--- START ---
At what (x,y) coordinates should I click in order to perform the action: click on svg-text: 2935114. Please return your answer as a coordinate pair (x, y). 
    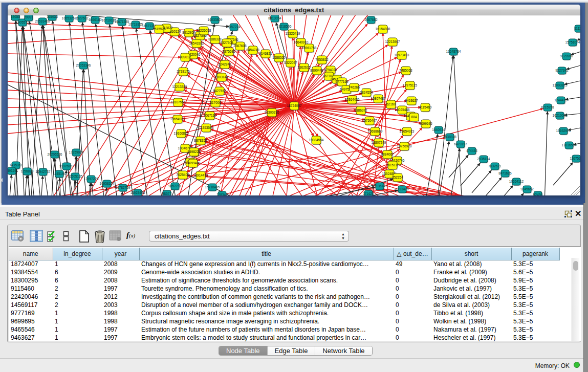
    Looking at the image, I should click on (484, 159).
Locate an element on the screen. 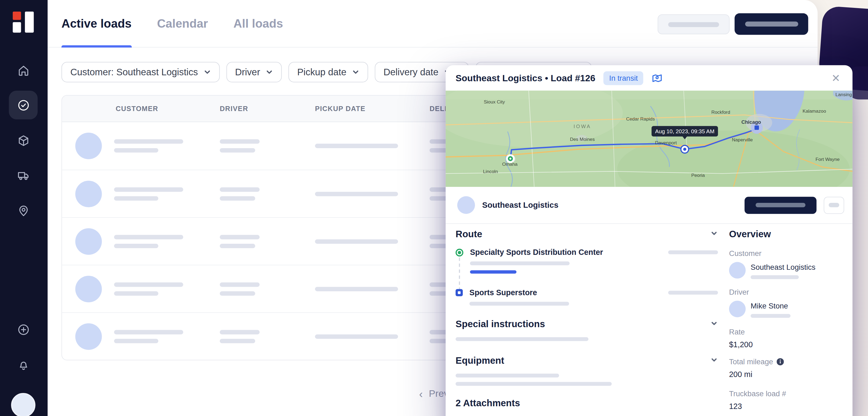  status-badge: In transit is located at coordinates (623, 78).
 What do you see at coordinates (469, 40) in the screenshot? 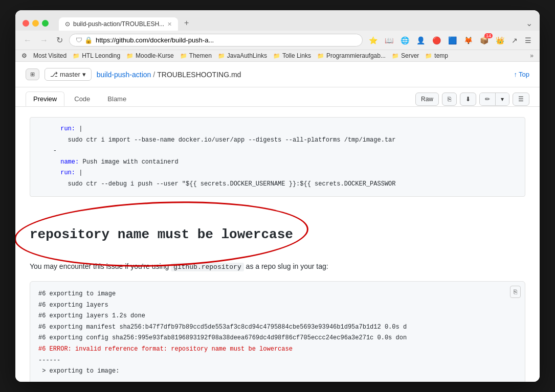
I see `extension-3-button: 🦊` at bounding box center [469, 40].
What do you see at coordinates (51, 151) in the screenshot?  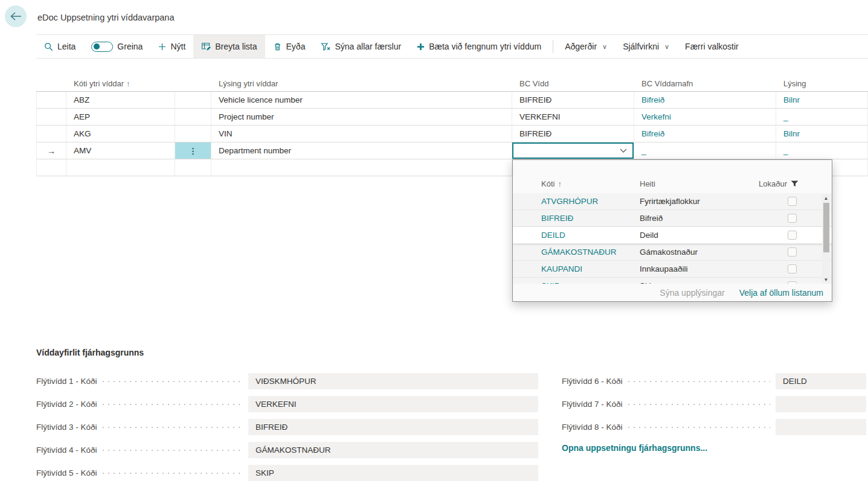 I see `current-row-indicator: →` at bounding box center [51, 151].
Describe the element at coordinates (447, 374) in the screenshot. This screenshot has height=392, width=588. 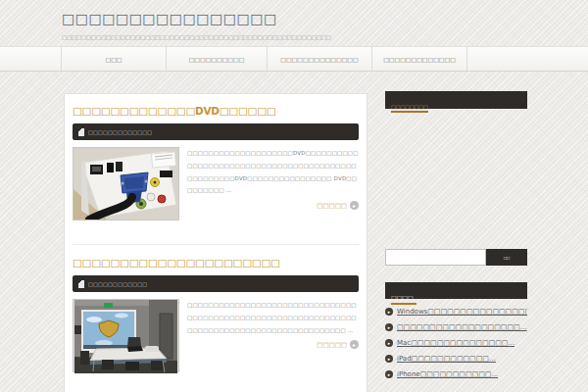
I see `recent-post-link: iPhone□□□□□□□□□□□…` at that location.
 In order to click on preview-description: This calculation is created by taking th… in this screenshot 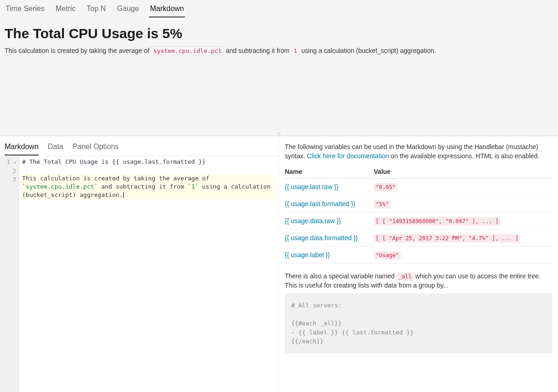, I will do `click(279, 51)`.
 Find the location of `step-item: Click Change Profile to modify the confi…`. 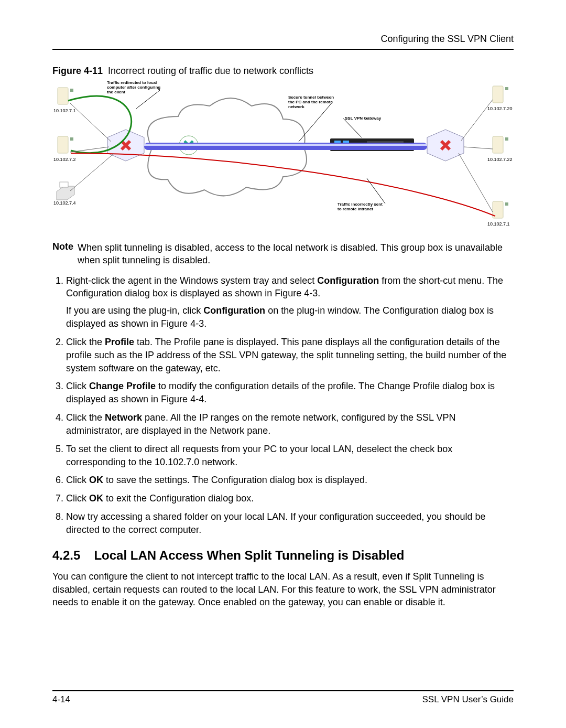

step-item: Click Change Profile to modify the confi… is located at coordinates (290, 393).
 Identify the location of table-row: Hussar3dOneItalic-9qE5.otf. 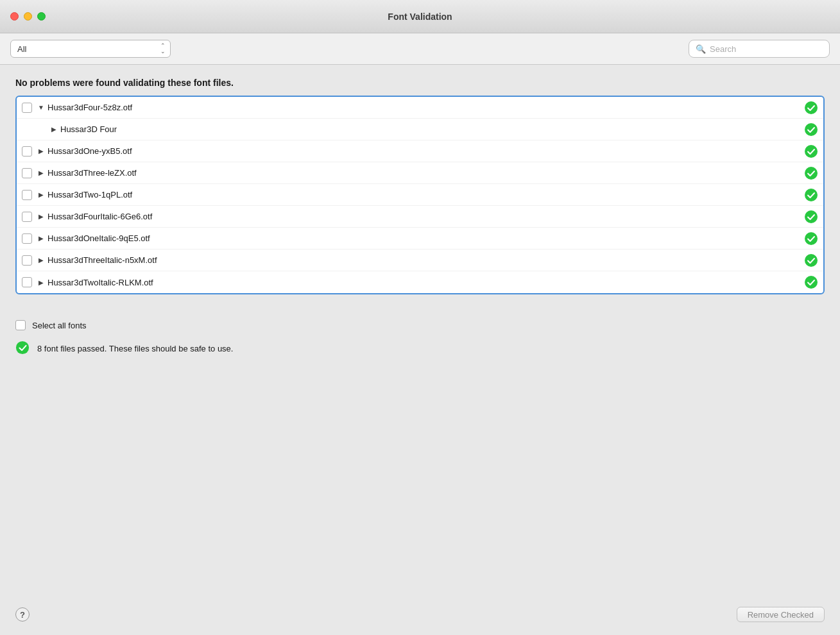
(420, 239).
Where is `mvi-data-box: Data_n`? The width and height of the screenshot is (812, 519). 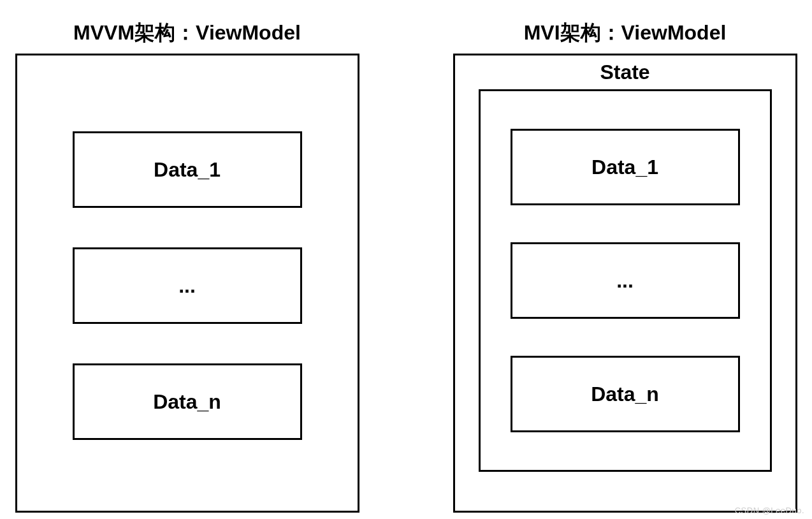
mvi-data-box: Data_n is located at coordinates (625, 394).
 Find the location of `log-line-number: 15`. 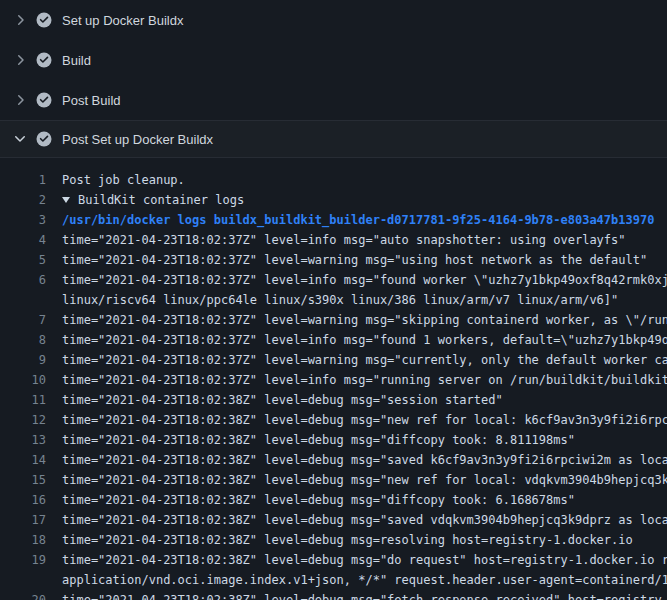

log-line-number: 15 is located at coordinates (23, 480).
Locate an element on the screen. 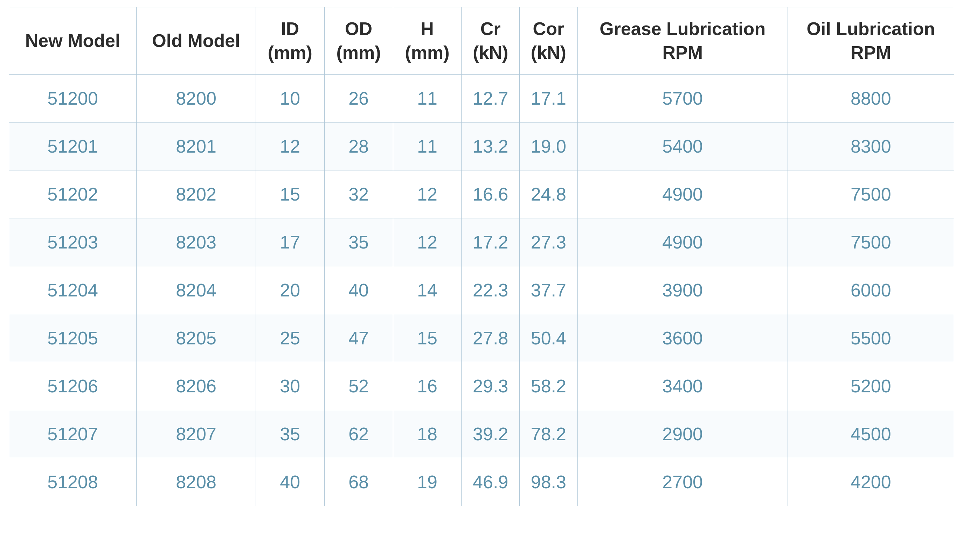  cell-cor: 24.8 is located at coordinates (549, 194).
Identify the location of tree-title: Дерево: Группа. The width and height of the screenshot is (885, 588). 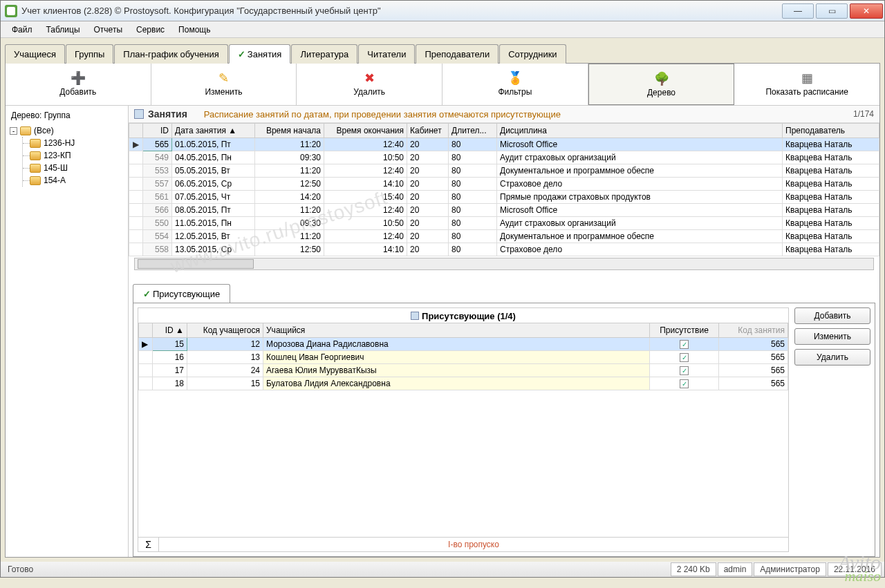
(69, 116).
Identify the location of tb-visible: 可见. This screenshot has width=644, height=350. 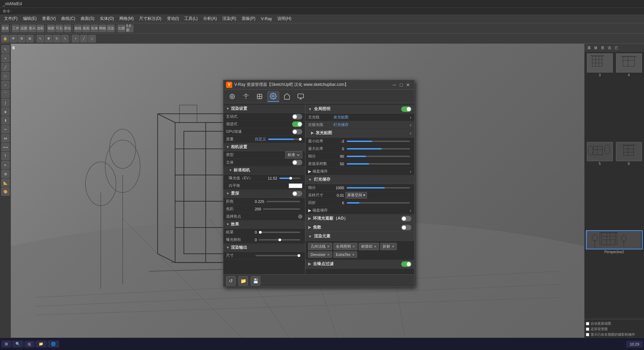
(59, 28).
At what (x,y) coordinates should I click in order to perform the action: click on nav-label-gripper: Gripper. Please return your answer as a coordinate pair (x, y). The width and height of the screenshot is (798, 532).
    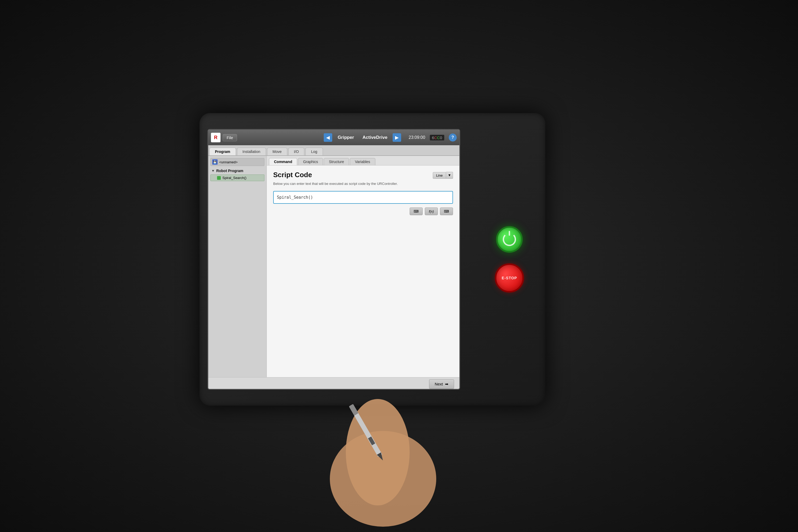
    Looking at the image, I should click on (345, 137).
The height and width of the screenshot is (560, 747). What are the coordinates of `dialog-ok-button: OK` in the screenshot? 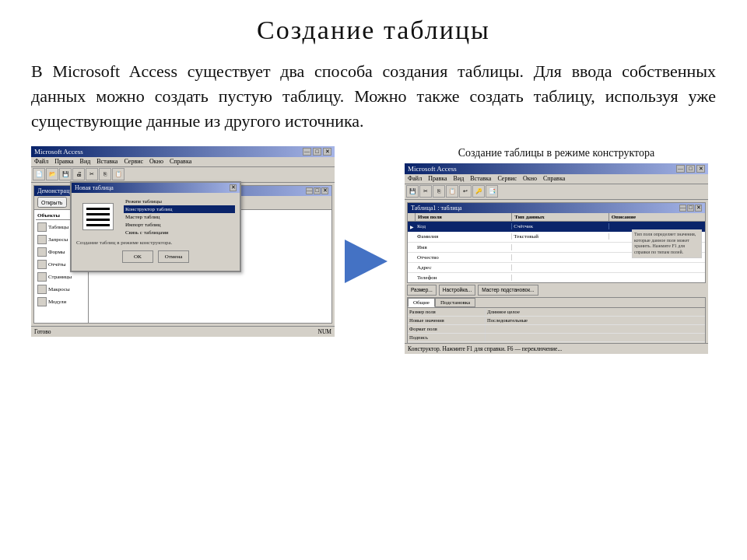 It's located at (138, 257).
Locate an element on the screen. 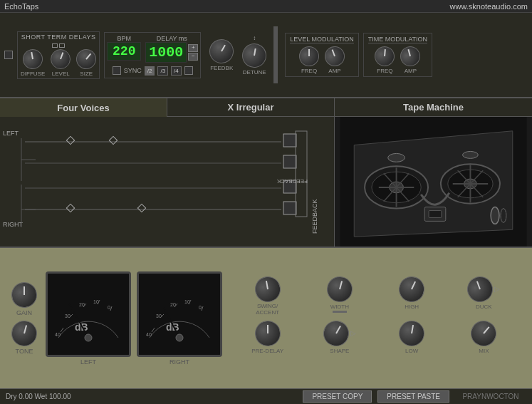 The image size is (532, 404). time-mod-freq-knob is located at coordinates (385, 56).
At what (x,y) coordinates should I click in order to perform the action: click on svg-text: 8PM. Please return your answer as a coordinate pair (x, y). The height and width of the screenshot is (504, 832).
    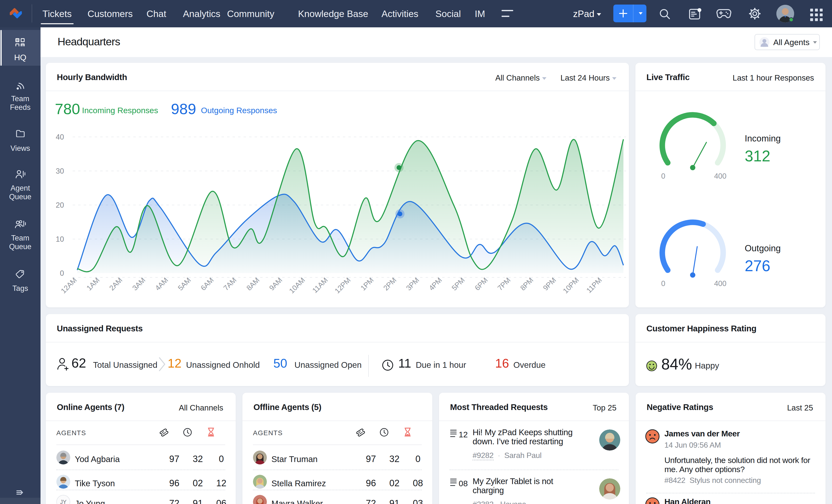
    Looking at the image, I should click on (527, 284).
--- END ---
The expected answer consists solely of the lines from the one with "is (504, 832)." through the last line of the listing above, restated exactly, minus any pictures.

▸ **Completed task**
At what (x,y) coordinates should I click in order to perform the action: click on svg-text: 8PM. Please return your answer as a coordinate pair (x, y). The height and width of the screenshot is (504, 832).
    Looking at the image, I should click on (527, 284).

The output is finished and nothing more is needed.